China's Policy Should Be 'All Children,' Not One or Two
Writing several years ago in Foreign Affairs, the distinguished political economist and demographer Nicholas Eberstadt wrote that "By 2030, projections suggest that more than 25 percent of Chinese men in their late 30s will never have married. The coming marriage squeeze will likely be even more acute in the Chinese countryside, since the poor, uneducated, and rural population will be more likely to lose out in the competition for brides. Beijing will have to determine how it will cope with a growing demographic of unmarried, underprivileged, and, quite possibly, deeply discontented young men."
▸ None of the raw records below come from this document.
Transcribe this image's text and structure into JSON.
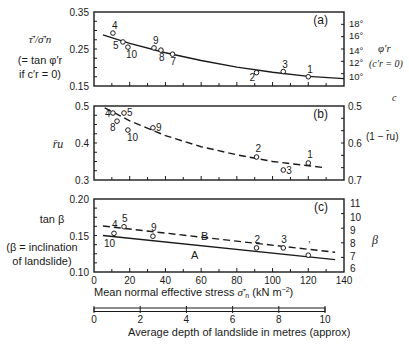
{
  "figure": {
    "x_axis_title": "Mean normal effective stress σ̄′n (kN m⁻²)",
    "x_axis_title_main": "Mean normal effective stress ",
    "x_axis_title_sym": "σ̄′",
    "x_axis_title_sub": "n",
    "x_axis_title_units": " (kN  m",
    "x_axis_title_exp": "−2",
    "x_axis_title_close": ")",
    "x_ticks": [
      "0",
      "20",
      "40",
      "60",
      "80",
      "100",
      "120",
      "140"
    ],
    "depth_axis_title": "Average depth of landslide in metres (approx)",
    "depth_ticks": [
      "0",
      "2",
      "4",
      "6",
      "8",
      "10"
    ],
    "stray_label": "c"
  },
  "panels": {
    "a": {
      "tag": "(a)",
      "left_label_1": "τ̄′/σ̄′n",
      "left_label_2": "(= tan φ′r",
      "left_label_3": "if c′r = 0)",
      "left_ticks": [
        "0.35",
        "0.25",
        "0.15"
      ],
      "right_ticks": [
        "18°",
        "16°",
        "14°",
        "12°",
        "10°"
      ],
      "right_label_1": "φ′r",
      "right_label_2": "(c′r = 0)"
    },
    "b": {
      "tag": "(b)",
      "left_label": "r̄u",
      "left_ticks": [
        "0.5",
        "0.4",
        "0.3"
      ],
      "right_ticks": [
        "0.5",
        "0.6",
        "0.7"
      ],
      "right_label": "(1 − r̄u)"
    },
    "c": {
      "tag": "(c)",
      "left_label_1": "tan β",
      "left_label_2": "(β = inclination",
      "left_label_3": "of landslide)",
      "left_ticks": [
        "0.20",
        "0.15",
        "0.10"
      ],
      "right_ticks": [
        "11",
        "10",
        "9",
        "8",
        "7",
        "6"
      ],
      "right_label": "β",
      "line_a_label": "A",
      "line_b_label": "B"
    }
  },
  "chart_data": [
    {
      "type": "scatter",
      "title": "(a)",
      "xlabel": "Mean normal effective stress σ̄′n (kN m⁻²)",
      "ylabel": "τ̄′/σ̄′n (= tan φ′r if c′r = 0)",
      "ylabel_right": "φ′r (c′r = 0)",
      "xlim": [
        0,
        140
      ],
      "ylim": [
        0.15,
        0.35
      ],
      "points": [
        {
          "label": "4",
          "x": 10.6,
          "y": 0.293
        },
        {
          "label": "5",
          "x": 16.2,
          "y": 0.269
        },
        {
          "label": "10",
          "x": 19,
          "y": 0.255
        },
        {
          "label": "9",
          "x": 33.6,
          "y": 0.253
        },
        {
          "label": "8",
          "x": 37.5,
          "y": 0.247
        },
        {
          "label": "7",
          "x": 44,
          "y": 0.236
        },
        {
          "label": "2",
          "x": 91,
          "y": 0.186
        },
        {
          "label": "3",
          "x": 106,
          "y": 0.189
        },
        {
          "label": "1",
          "x": 120,
          "y": 0.175
        }
      ],
      "trend_line": {
        "style": "solid",
        "x": [
          5,
          20,
          40,
          60,
          80,
          100,
          120,
          140
        ],
        "y": [
          0.288,
          0.265,
          0.24,
          0.219,
          0.201,
          0.187,
          0.176,
          0.17
        ]
      }
    },
    {
      "type": "scatter",
      "title": "(b)",
      "xlabel": "Mean normal effective stress σ̄′n (kN m⁻²)",
      "ylabel": "r̄u",
      "ylabel_right": "(1 − r̄u)",
      "xlim": [
        0,
        140
      ],
      "ylim": [
        0.3,
        0.5
      ],
      "points": [
        {
          "label": "4",
          "x": 10.6,
          "y": 0.481
        },
        {
          "label": "5",
          "x": 16.8,
          "y": 0.481
        },
        {
          "label": "8",
          "x": 12.9,
          "y": 0.459
        },
        {
          "label": "10",
          "x": 19,
          "y": 0.435
        },
        {
          "label": "9",
          "x": 33,
          "y": 0.441
        },
        {
          "label": "2",
          "x": 91,
          "y": 0.362
        },
        {
          "label": "3",
          "x": 106,
          "y": 0.327
        },
        {
          "label": "1",
          "x": 120,
          "y": 0.346
        }
      ],
      "trend_line": {
        "style": "dashed",
        "x": [
          6,
          20,
          40,
          60,
          80,
          100,
          130
        ],
        "y": [
          0.495,
          0.46,
          0.42,
          0.39,
          0.368,
          0.35,
          0.333
        ]
      }
    },
    {
      "type": "scatter",
      "title": "(c)",
      "xlabel": "Mean normal effective stress σ̄′n (kN m⁻²)",
      "ylabel": "tan β (β = inclination of landslide)",
      "ylabel_right": "β",
      "xlim": [
        0,
        140
      ],
      "ylim": [
        0.1,
        0.2
      ],
      "points": [
        {
          "label": "4",
          "x": 11.2,
          "y": 0.153
        },
        {
          "label": "5",
          "x": 16.8,
          "y": 0.162
        },
        {
          "label": "9",
          "x": 33,
          "y": 0.149
        },
        {
          "label": "2",
          "x": 91,
          "y": 0.133
        },
        {
          "label": "3",
          "x": 106,
          "y": 0.133
        },
        {
          "label": "1",
          "x": 120,
          "y": 0.123
        }
      ],
      "lines": [
        {
          "name": "A",
          "style": "solid",
          "x": [
            5,
            135
          ],
          "y": [
            0.15,
            0.117
          ]
        },
        {
          "name": "B",
          "style": "dashed",
          "x": [
            5,
            135
          ],
          "y": [
            0.163,
            0.127
          ]
        }
      ]
    }
  ]
}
In 2012, The New York Times reported that the coercive abortion policy of China is beginning to have profound economic effects, as well:
… [E]conomists and business executives have expressed anxiety about the impact of a slowing population growth rate on the economy. Liang Jianzhang, a well-known executive with a doctoral degree in economics from Stanford University, and Li Jianxin, a demographer at Peking University, have estimated that by 2040, the number of Chinese older than 60 would be 411 million, up from 171 million today. The working population people between the ages of 20 and 60 would drop to 696 million from 817 million today.
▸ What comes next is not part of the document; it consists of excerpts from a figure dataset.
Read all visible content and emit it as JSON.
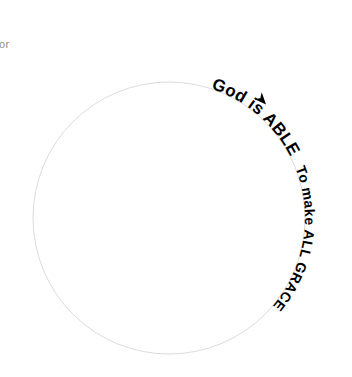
{
  "canvas": {
    "width": 352,
    "height": 377,
    "background_color": "#ffffff"
  },
  "fragment": {
    "text": "or",
    "color": "#8c8c8c"
  },
  "diagram": {
    "circle": {
      "center_x": 169,
      "center_y": 218,
      "radius": 136,
      "stroke_color": "#dcdcdc",
      "stroke_width": 1,
      "fill": "none"
    },
    "labels": [
      {
        "id": "label-god-is-able",
        "text": "God is ABLE",
        "color": "#000000",
        "font_size": 17,
        "start_offset_percent": 5,
        "letter_spacing": 0.4
      },
      {
        "id": "label-to-make-all-grace",
        "text": "To make ALL GRACE",
        "color": "#000000",
        "font_size": 14,
        "start_offset_percent": 19,
        "letter_spacing": 0.4
      }
    ],
    "arrow_marker": {
      "id": "flow-arrow",
      "glyph": "chevron",
      "direction": "clockwise",
      "color": "#000000",
      "x": 262,
      "y": 100,
      "rotation_degrees": 48,
      "size": 13
    }
  }
}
America is involved in these crimes, even if modestly. As reported in 2013 by Steven W. Mosher and Anne Roeback Morse of the Population Research Institute, "The United Nations Population Fund spent $4,861,000 in China last year for 'population dynamics programs,' 'family planning,' and other population control programs. The United States gave $30,200,000 to the UNFPA" in 2012.
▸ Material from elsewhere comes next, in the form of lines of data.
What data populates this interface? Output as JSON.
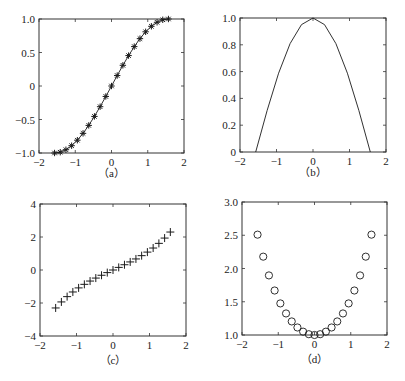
{
  "chart_data": [
    {
      "id": "a",
      "type": "line",
      "caption": "（a）",
      "title": "",
      "xlabel": "",
      "ylabel": "",
      "marker": "asterisk",
      "line": true,
      "xlim": [
        -2,
        2
      ],
      "ylim": [
        -1.0,
        1.0
      ],
      "xticks": [
        -2,
        -1,
        0,
        1,
        2
      ],
      "xtick_labels": [
        "−2",
        "−1",
        "0",
        "1",
        "2"
      ],
      "yticks": [
        -1.0,
        -0.5,
        0,
        0.5,
        1.0
      ],
      "ytick_labels": [
        "−1.0",
        "−0.5",
        "0",
        "0.5",
        "1.0"
      ],
      "grid": false,
      "x": [
        -1.571,
        -1.414,
        -1.257,
        -1.1,
        -0.942,
        -0.785,
        -0.628,
        -0.471,
        -0.314,
        -0.157,
        0,
        0.157,
        0.314,
        0.471,
        0.628,
        0.785,
        0.942,
        1.1,
        1.257,
        1.414,
        1.571
      ],
      "y": [
        -1.0,
        -0.988,
        -0.951,
        -0.891,
        -0.809,
        -0.707,
        -0.588,
        -0.454,
        -0.309,
        -0.156,
        0,
        0.156,
        0.309,
        0.454,
        0.588,
        0.707,
        0.809,
        0.891,
        0.951,
        0.988,
        1.0
      ]
    },
    {
      "id": "b",
      "type": "line",
      "caption": "（b）",
      "title": "",
      "xlabel": "",
      "ylabel": "",
      "marker": "none",
      "line": true,
      "xlim": [
        -2,
        2
      ],
      "ylim": [
        0,
        1.0
      ],
      "xticks": [
        -2,
        -1,
        0,
        1,
        2
      ],
      "xtick_labels": [
        "−2",
        "−1",
        "0",
        "1",
        "2"
      ],
      "yticks": [
        0,
        0.2,
        0.4,
        0.6,
        0.8,
        1.0
      ],
      "ytick_labels": [
        "0",
        "0.2",
        "0.4",
        "0.6",
        "0.8",
        "1.0"
      ],
      "grid": false,
      "x": [
        -1.571,
        -1.257,
        -0.942,
        -0.628,
        -0.314,
        0,
        0.314,
        0.628,
        0.942,
        1.257,
        1.571
      ],
      "y": [
        0.0,
        0.309,
        0.588,
        0.809,
        0.951,
        1.0,
        0.951,
        0.809,
        0.588,
        0.309,
        0.0
      ]
    },
    {
      "id": "c",
      "type": "scatter",
      "caption": "（c）",
      "title": "",
      "xlabel": "",
      "ylabel": "",
      "marker": "plus",
      "line": false,
      "xlim": [
        -2,
        2
      ],
      "ylim": [
        -4,
        4
      ],
      "xticks": [
        -2,
        -1,
        0,
        1,
        2
      ],
      "xtick_labels": [
        "−2",
        "−1",
        "0",
        "1",
        "2"
      ],
      "yticks": [
        -4,
        -2,
        0,
        2,
        4
      ],
      "ytick_labels": [
        "−4",
        "−2",
        "0",
        "2",
        "4"
      ],
      "grid": false,
      "x": [
        -1.571,
        -1.414,
        -1.257,
        -1.1,
        -0.942,
        -0.785,
        -0.628,
        -0.471,
        -0.314,
        -0.157,
        0,
        0.157,
        0.314,
        0.471,
        0.628,
        0.785,
        0.942,
        1.1,
        1.257,
        1.414,
        1.571
      ],
      "y": [
        -2.301,
        -1.935,
        -1.614,
        -1.332,
        -1.085,
        -0.869,
        -0.67,
        -0.489,
        -0.319,
        -0.158,
        0,
        0.158,
        0.319,
        0.489,
        0.67,
        0.869,
        1.085,
        1.332,
        1.614,
        1.935,
        2.301
      ]
    },
    {
      "id": "d",
      "type": "scatter",
      "caption": "（d）",
      "title": "",
      "xlabel": "",
      "ylabel": "",
      "marker": "circle",
      "line": false,
      "xlim": [
        -2,
        2
      ],
      "ylim": [
        1.0,
        3.0
      ],
      "xticks": [
        -2,
        -1,
        0,
        1,
        2
      ],
      "xtick_labels": [
        "−2",
        "−1",
        "0",
        "1",
        "2"
      ],
      "yticks": [
        1.0,
        1.5,
        2.0,
        2.5,
        3.0
      ],
      "ytick_labels": [
        "1.0",
        "1.5",
        "2.0",
        "2.5",
        "3.0"
      ],
      "grid": false,
      "x": [
        -1.571,
        -1.414,
        -1.257,
        -1.1,
        -0.942,
        -0.785,
        -0.628,
        -0.471,
        -0.314,
        -0.157,
        0,
        0.157,
        0.314,
        0.471,
        0.628,
        0.785,
        0.942,
        1.1,
        1.257,
        1.414,
        1.571
      ],
      "y": [
        2.509,
        2.178,
        1.896,
        1.669,
        1.475,
        1.324,
        1.204,
        1.113,
        1.05,
        1.012,
        1.0,
        1.012,
        1.05,
        1.113,
        1.204,
        1.324,
        1.475,
        1.669,
        1.896,
        2.178,
        2.509
      ]
    }
  ],
  "layout": {
    "panels": [
      {
        "left": 39,
        "top": 19,
        "right": 184,
        "bottom": 153,
        "caption_y": 177
      },
      {
        "left": 240,
        "top": 18,
        "right": 386,
        "bottom": 152,
        "caption_y": 176
      },
      {
        "left": 40,
        "top": 204,
        "right": 186,
        "bottom": 336,
        "caption_y": 364
      },
      {
        "left": 242,
        "top": 202,
        "right": 387,
        "bottom": 335,
        "caption_y": 363
      }
    ],
    "axis_color": "#333333",
    "marker_color": "#1a1a1a"
  }
}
This is wrong, as is federal funding of the now rightly notorious Planned Parenthood Federation of America, our country's leading purveyor of abortion and the recipient of roughly $500 million in taxpayer money annually.
What makes the change less than celebratory is something Florida Sen. Marco Rubio noted after the new policy was announced: China will still be rife with forced abortions:
While the decision to allow Chinese couples to have two children is a modest improvement, the policy is still repressive. The fact remains that when couples conceive a third child, the Chinese government will force them to eliminate him or her, by any means necessary. A two-child policy is as indefensible and inhumane as a one child policy, and it would be a mistake to assume this change in anyway reflects a newfound respect for human rights by Beijing.
Ironically, even President Obama's spokesman Josh Earnest said Friday during a White House media briefing, according to The Associated Press, "the U.S. is looking forward to the day when birth limits in China are abandoned altogether. Earnest says the U.S. will keep working around the world to end coercive birth policies such as forced abortion and sterilization. He says eliminating birth limits falls into the category of universal human rights."
Earnest is right, of course, yet how bittersweet coming from the chief spokesman for a president who has done more to advance unrestricted access to abortion-on-demand, federal subsidies for it, and rules requiring even an order of nuns to supply contraceptives.
Abortion, whether coercive or voluntary, is wrong morally. It is defiance against God's authorship of human life. It debases the dignity of the women who abort their children, and renders them prey to an abortion industry occupied with profit, not women's health. Forced abortion adds another layer to the evil of the act, certainly, by assailing women and rendering them subject to an aggressive, invasive, brutal state.
Yet all abortions have two results: Dead unborn babies and misused women. Whether in China or the U.S., the policies of anti-humanism and anti-theism at abortion's base must change.